I want to start by being clear about what this is not. This is not an attack on faith. This is not a dismissal of scripture or of the spiritual traditions that have carried entire peoples through impossible circumstances. I believe in something greater than myself deeply, personally, and irreducibly. What I am questioning is not the divine. What I am questioning is the interpretation. Specifically, the interpretation of money in a religious context that somehow always seemed to land on the same conclusion: having wealth is suspect, wanting wealth is sinful, and the good and holy life is a poor one.
The Verses We Took Literally
The love of money is the root of all evil. Most of us heard some version of this before we were old enough to earn a dollar. And the message we received, the simplified, unexamined version, was: do not love money. Money is evil. Good people do not chase it.
But the law of the universe, and I have studied this extensively, teaches something directly contrary to that interpretation. You have to love something to attract it. Energy follows frequency. What you repel with your beliefs, your emotions, your subconscious associations, will not come to you regardless of how hard you work for it. So we were handed a spiritual instruction that, taken literally, guaranteed that many of us would stay in a state of emotional and energetic rejection of the very thing we needed to build free and dignified lives.
Then there is I am not worthy. A statement of humility that became, for many people, a statement of identity. If I am not worthy, how do I receive abundance? How do I ask for the raise? How do I invest? How do I build? Unworthiness is not a virtue. It is a ceiling. And a ceiling installed in childhood at the level of spiritual teaching is one of the hardest ceilings to identify and remove.
And then, the one that may have done the most damage: it is easier for a camel to pass through the eye of a needle than for a rich man to enter heaven. Read literally, this verse tells us that wealth and righteousness are incompatible. That the path to God runs through poverty. That accumulating resources in this life puts your eternal life at risk. If you believe this, and many people do, at some level beneath conscious awareness, then every step you take toward financial abundance comes with a spiritual tax of guilt and doubt.
What Was Actually Happening
Here is the historical context that does not get taught alongside those verses.
The Bible was weaponized during slavery. This is documented history, not conspiracy. Enslaved people were given scripture strategically. They were taught obedience, humility, patience, and the rewards of the afterlife. They were not taught stewardship, ownership, investment, or the building of generational wealth. Those books were kept elsewhere. Those conversations happened in different rooms.
The church accumulated land while teaching congregations to sell theirs. The church accumulated wealth while teaching congregants that wealth was spiritually dangerous. The instruction was not neutral. It served a purpose. And the residue of that purpose is still present in how many of our communities relate to money today. The poverty mindset that was installed as spiritual virtue has outlived the conditions that created it and is still running in the background of millions of lives.
I am not saying the scripture itself is the problem. I am saying that what was done with it in certain hands, at certain historical moments, for certain reasons, was not done in your interest. And recognizing that is not a loss of faith. It is a gain in understanding.
The Reinterpretation
Money is a tool. A tool has no moral character. A hammer is not good or evil. What matters is what you build with it or what you destroy with it. Money works the same way. The love of money, meaning the worship of it, the placing of it above all other values including people, integrity, and purpose, that is what corrupts. Not the having of it. Not the building of it. Not the passing of it to your children.
The universal principles I have studied teach that abundance is the natural state of the universe. She, the creative force behind all of this, did not design a world of scarcity for most and excess for a few as a divine plan. That distribution is a human construction, maintained by human systems. Your alignment with abundance, your belief in your own worthiness to receive it, your willingness to build and invest and grow, is not a departure from the spiritual. It is an expression of it.
A Proverb 13:22 that many of us know says a good man leaves an inheritance for his children's children. Inheritance. Built. Passed down. That is generational wealth language inside the very text that gets used to discourage the building of wealth. The instruction was always there. The interpretation just depended on who was doing the teaching and why.
What I Am Building and Why
I am building because I believe in abundance. Because I believe my children and their children deserve a starting point, not a starting-over point. Because I understand now that the money I build is not a departure from my values. It is an expression of them.
I am building because I want Avi, Amelia, and Jahiem to inherit not just love and memories but options. Real, material, financial options that give them the freedom to choose their lives rather than survive them.
And I am building with clean hands and a clear conscience because I have done the work of separating the tool from the corruption of it. Money in the hands of an intentional, values-driven person is not the root of evil. It is the root of possibility.
Reinterpret the verses. Not to excuse greed. But to free yourself from a poverty mindset that was never yours to begin with.
"Wealth is not about having a lot of money. It is about having a lot of options."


(Exercise description)
Each line below is to be copied out exactly, and none may be omitted.

Excerpts from a dataset
---*---

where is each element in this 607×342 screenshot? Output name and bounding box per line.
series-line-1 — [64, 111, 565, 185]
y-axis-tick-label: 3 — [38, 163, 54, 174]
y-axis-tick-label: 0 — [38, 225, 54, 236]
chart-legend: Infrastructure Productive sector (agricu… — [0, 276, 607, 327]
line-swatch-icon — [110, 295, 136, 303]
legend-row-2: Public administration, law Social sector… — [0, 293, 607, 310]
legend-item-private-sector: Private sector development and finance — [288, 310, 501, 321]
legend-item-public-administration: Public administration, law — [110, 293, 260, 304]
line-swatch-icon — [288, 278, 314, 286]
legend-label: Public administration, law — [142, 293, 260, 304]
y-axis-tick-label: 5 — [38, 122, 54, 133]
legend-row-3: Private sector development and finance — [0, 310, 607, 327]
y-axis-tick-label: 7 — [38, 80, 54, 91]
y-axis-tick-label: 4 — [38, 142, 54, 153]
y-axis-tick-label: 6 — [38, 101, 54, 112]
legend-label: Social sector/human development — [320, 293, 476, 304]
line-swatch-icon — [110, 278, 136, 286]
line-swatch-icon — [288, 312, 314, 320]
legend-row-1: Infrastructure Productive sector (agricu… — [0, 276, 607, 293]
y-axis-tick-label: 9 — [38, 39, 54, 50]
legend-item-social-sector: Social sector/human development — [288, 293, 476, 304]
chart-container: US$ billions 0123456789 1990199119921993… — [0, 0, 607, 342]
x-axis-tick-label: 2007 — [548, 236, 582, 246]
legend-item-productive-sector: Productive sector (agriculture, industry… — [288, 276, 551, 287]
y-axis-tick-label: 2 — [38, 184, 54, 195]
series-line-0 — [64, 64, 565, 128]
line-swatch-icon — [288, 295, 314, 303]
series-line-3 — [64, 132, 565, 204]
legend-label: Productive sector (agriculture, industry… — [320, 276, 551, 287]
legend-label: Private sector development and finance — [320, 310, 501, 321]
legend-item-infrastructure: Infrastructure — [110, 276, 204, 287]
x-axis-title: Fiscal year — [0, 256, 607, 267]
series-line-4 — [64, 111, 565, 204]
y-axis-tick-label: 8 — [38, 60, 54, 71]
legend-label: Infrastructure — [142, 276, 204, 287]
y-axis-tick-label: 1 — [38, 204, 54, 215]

---*---

(Output for this exercise)
where is each element in this 607×342 screenshot? Output name and bounding box per line.
series-line-1 — [64, 111, 565, 185]
y-axis-tick-label: 3 — [38, 163, 54, 174]
y-axis-tick-label: 0 — [38, 225, 54, 236]
chart-legend: Infrastructure Productive sector (agricu… — [0, 276, 607, 327]
line-swatch-icon — [110, 295, 136, 303]
legend-row-2: Public administration, law Social sector… — [0, 293, 607, 310]
legend-item-private-sector: Private sector development and finance — [288, 310, 501, 321]
legend-item-public-administration: Public administration, law — [110, 293, 260, 304]
line-swatch-icon — [288, 278, 314, 286]
legend-label: Public administration, law — [142, 293, 260, 304]
y-axis-tick-label: 5 — [38, 122, 54, 133]
legend-row-3: Private sector development and finance — [0, 310, 607, 327]
y-axis-tick-label: 7 — [38, 80, 54, 91]
y-axis-tick-label: 4 — [38, 142, 54, 153]
y-axis-tick-label: 6 — [38, 101, 54, 112]
legend-label: Social sector/human development — [320, 293, 476, 304]
line-swatch-icon — [110, 278, 136, 286]
line-swatch-icon — [288, 312, 314, 320]
legend-row-1: Infrastructure Productive sector (agricu… — [0, 276, 607, 293]
y-axis-tick-label: 9 — [38, 39, 54, 50]
legend-item-social-sector: Social sector/human development — [288, 293, 476, 304]
chart-container: US$ billions 0123456789 1990199119921993… — [0, 0, 607, 342]
x-axis-tick-label: 2007 — [548, 236, 582, 246]
legend-item-productive-sector: Productive sector (agriculture, industry… — [288, 276, 551, 287]
y-axis-tick-label: 2 — [38, 184, 54, 195]
series-line-0 — [64, 64, 565, 128]
line-swatch-icon — [288, 295, 314, 303]
series-line-3 — [64, 132, 565, 204]
legend-label: Productive sector (agriculture, industry… — [320, 276, 551, 287]
legend-label: Private sector development and finance — [320, 310, 501, 321]
legend-item-infrastructure: Infrastructure — [110, 276, 204, 287]
x-axis-title: Fiscal year — [0, 256, 607, 267]
series-line-4 — [64, 111, 565, 204]
y-axis-tick-label: 8 — [38, 60, 54, 71]
legend-label: Infrastructure — [142, 276, 204, 287]
y-axis-tick-label: 1 — [38, 204, 54, 215]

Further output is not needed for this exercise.